I first saw The Getaway in 1972 when it came out at the Paradise Theater in Westchester, a Los Angeles town by LAX (the Paradise and the Loyola were the two theaters near where we lived in El Segundo that I saw a lot of movies at from 1971 to 1974). My mom would drive me to the cinema on a Saturday or Sunday afternoon, then drop me off and come back and pick me up four or five hours later. And that's how I first saw the PG-rated The Getaway when it opened opposite The Life and Times of Judge Roy Bean. I liked both films enough to see them again the next weekend. Then the next year, when I was living in Tennessee with my grandmother, I saw The Getaway a third time on the lower bill of a drive-in double feature with Walking Tall. Then back in Los Angeles one year after that, at a United Artists theater in Marina del Rey on the lower half of a double bill with The Outfit. And all that was before I was fifteen. I later watched The Getaway at revival house screenings, not to mention on home video, and countless times since (I have my own IB Technicolor 35mm print)
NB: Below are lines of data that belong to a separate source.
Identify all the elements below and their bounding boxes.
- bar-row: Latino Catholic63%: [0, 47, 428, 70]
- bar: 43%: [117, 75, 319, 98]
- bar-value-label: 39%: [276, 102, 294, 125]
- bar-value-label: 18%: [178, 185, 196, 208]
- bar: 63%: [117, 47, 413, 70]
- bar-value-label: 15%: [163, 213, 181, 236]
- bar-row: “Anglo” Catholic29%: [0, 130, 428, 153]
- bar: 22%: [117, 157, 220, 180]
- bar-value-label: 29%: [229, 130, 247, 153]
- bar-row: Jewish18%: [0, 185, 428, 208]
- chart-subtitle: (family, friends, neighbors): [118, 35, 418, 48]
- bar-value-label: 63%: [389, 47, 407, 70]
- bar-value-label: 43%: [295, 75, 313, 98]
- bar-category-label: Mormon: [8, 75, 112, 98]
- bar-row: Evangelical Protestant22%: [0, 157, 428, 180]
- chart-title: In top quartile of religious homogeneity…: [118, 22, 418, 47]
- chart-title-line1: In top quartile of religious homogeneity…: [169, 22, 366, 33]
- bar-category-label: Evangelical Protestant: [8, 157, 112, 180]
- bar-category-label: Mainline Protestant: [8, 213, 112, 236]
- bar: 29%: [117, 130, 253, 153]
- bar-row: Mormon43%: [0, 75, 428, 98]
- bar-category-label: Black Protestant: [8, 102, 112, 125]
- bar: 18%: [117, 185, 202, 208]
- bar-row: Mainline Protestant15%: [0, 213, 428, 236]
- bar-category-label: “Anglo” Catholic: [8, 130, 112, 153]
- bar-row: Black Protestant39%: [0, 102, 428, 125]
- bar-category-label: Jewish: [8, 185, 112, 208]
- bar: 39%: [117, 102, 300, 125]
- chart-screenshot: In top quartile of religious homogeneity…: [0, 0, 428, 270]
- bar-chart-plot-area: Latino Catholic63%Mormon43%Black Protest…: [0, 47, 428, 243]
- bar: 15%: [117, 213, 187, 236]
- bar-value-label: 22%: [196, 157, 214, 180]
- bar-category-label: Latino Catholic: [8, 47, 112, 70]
I now realize what Sam made and what McQueen and MacGraw performed was a love story.The crime story is literal.The love story is metaphorical.But it's on the metaphorical level where the filmmakers (and I include the actors in that title) operated most successfully.Thompson wrote not only a getaway story, he spends the entire book, chapter by chapter, page by page, putting the couple through hell and tearing them apart.Sam does the complete opposite.He spends the entire film, reel by reel, scene by scene, putting the couple through hell, then bringing them together.
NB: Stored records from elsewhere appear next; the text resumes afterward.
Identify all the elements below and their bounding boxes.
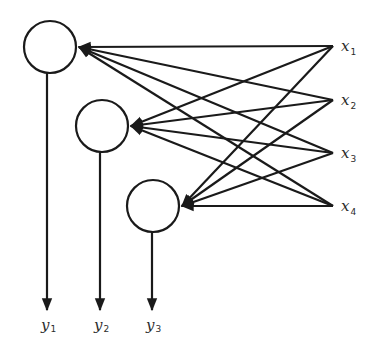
neuron-n3 (127, 180, 179, 232)
neuron-n1 (24, 21, 76, 73)
output-label-y3: y3 (145, 316, 161, 334)
input-label-x1: x1 (341, 37, 356, 57)
edge-x2-to-n1 (79, 47, 333, 100)
input-label-x2: x2 (341, 91, 356, 111)
output-label-y2: y2 (93, 316, 109, 334)
neural-network-diagram: x1x2x3x4y1y2y3 (0, 0, 379, 357)
output-label-y1: y1 (40, 316, 56, 334)
input-label-x4: x4 (341, 197, 356, 217)
input-label-x3: x3 (341, 144, 356, 164)
labels: x1x2x3x4y1y2y3 (40, 37, 356, 334)
edge-x1-to-n1 (79, 46, 333, 47)
neuron-n2 (76, 100, 128, 152)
For the record the audiobook is available for free right there:https://www.youtube.com/watch?v=zvnkx3HDRl4
While I can be dismissive of decades, or more specifically the 22+ years of this Century (and enjoy a fair amount of 20th Century crap), I really wonder how deeply he delved into the 50's to smear it as the Doris Day decade. His knowledge of movies from ~1964-1989 is impeccable, but I know he hasn't seen stuff like The Hitch-Hiker (1953) and Terror in a Texas Town (1958), which I found surprising since those are rather well known for noir and western fans. I normally wouldn't really care about that, but I do wonder if he's done his homework on that decade.
I think you've put your finger right on the issue of QT's cultural myopia. His knowledge of cinema is deep rather than broad.